Megan had obviously seen them arrive and was opening the door before they reached it, her face wreathed in smiles.
‘It’s all right,’ Saskia told her hollowly. ‘Mark didn’t…’
‘I know…I know…’ Megan beamed as she ushered them inside. ‘He came to see me at work and explained everything. Oh, I’ve been such an idiot…Why on earth I didn’t guess what he was planning I just don’t know. We leave next week. He’d even told them at work what he was planning…that was the reason for all those calls. Plus the girl at the travel agency kept phoning. Oh, Saskia, I can’t believe it. I’ve always longed to go to the Caribbean, and for Mark to have booked us such a wonderful holiday…The place we’re going to specialises in holidays for couples. I’m so sorry you had a wasted evening. I tried to ring you but you’d already left. I thought you might have got here sooner. After all, once you’d realised that Mark wasn’t at the wine bar…’ She stopped as she saw the look on both her cousin’s and Saskia’s faces.
‘What is it?’ she asked them uncertainly.
‘You said that you’d spoken to Mark,’ Lorraine was saying tersely to Saskia.
‘I did…’ Saskia insisted. ‘He was just as you described him to us, Megan…’
She stopped as Megan shook her head firmly.

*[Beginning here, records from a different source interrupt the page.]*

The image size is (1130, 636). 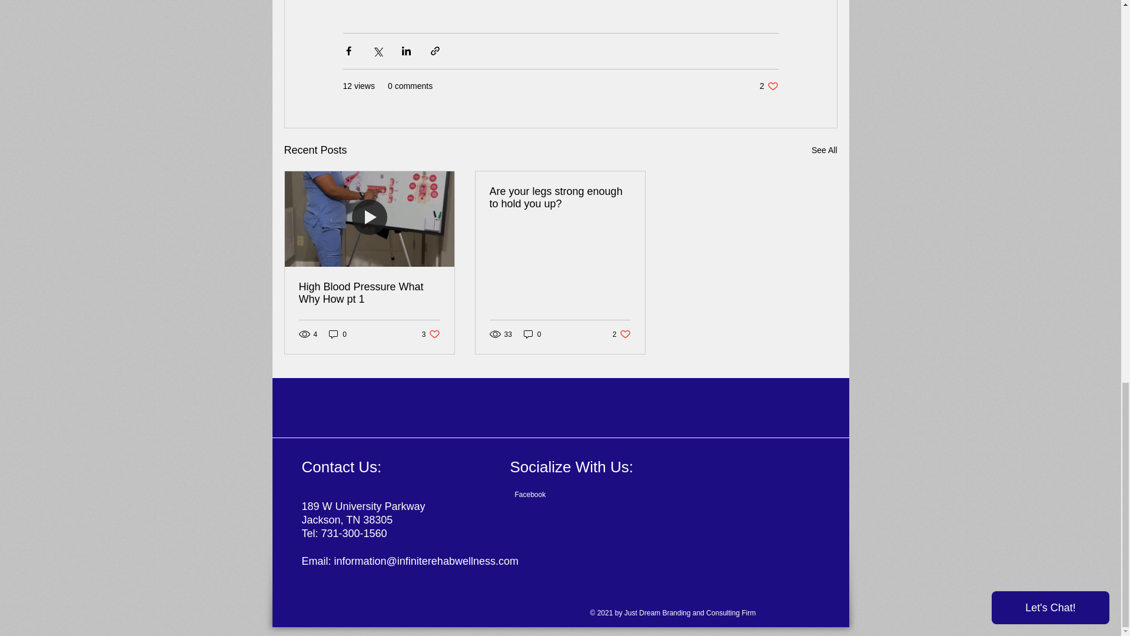 What do you see at coordinates (370, 293) in the screenshot?
I see `See All` at bounding box center [370, 293].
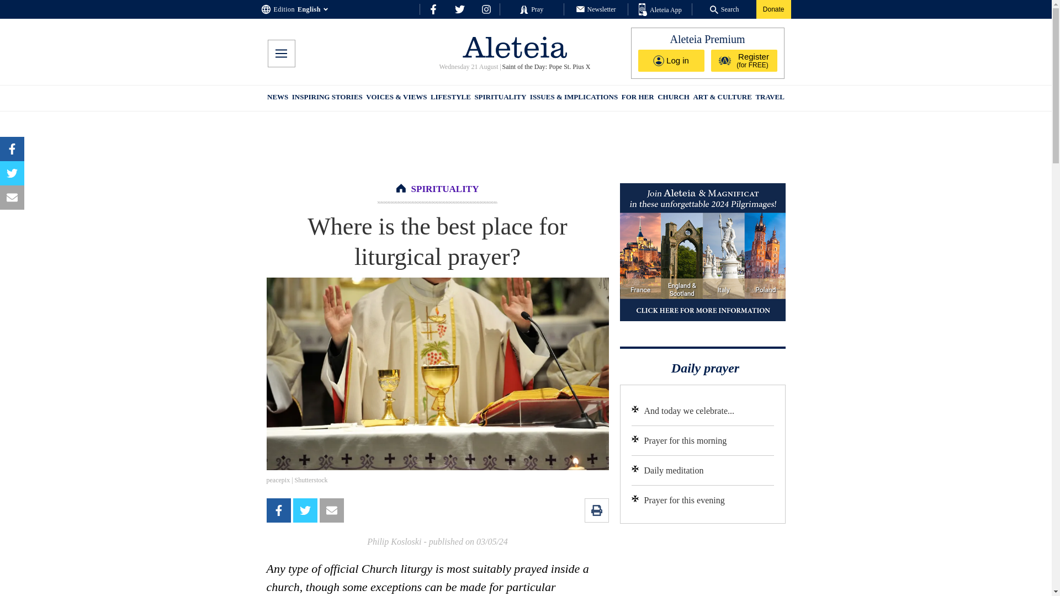  What do you see at coordinates (671, 60) in the screenshot?
I see `Log in` at bounding box center [671, 60].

‘Mark wasn’t there, Sas,’ she repeated. ‘He was with me at work. He arrived at half past eight and Sister gave me some time off so that we could talk. He’d guessed how upset I was and he’d decided that he would have to tell me what he was planning. He said he knew he couldn’t have kept the secret for very much longer anyway,’ she added fondly.
‘And before you say a word,’ she said firmly to her cousin, ‘Mark is paying for everything himself.’
Saskia leaned weakly against the wall. If the man she had come on to hadn’t been Megan’s Mark, then just who on earth had he been? Her face became even paler. She had come on to a man she didn’t know…a total and complete stranger…a man who…She swallowed nauseously, remembering the way she had looked, the way she had behaved…the things she had said. Thank God he was a stranger. Thank God she would never have to see him again.
‘Sas, you don’t look well,’ she could hear Megan saying solicitously. ‘What is it?’
‘Nothing,’ she fibbed, but Lorraine had already guessed what she was thinking.
‘Well, if the man in the wine bar wasn’t Mark then who on earth was he?’ She demanded sharply.
‘Who indeed?’ Saskia echoed hollowly.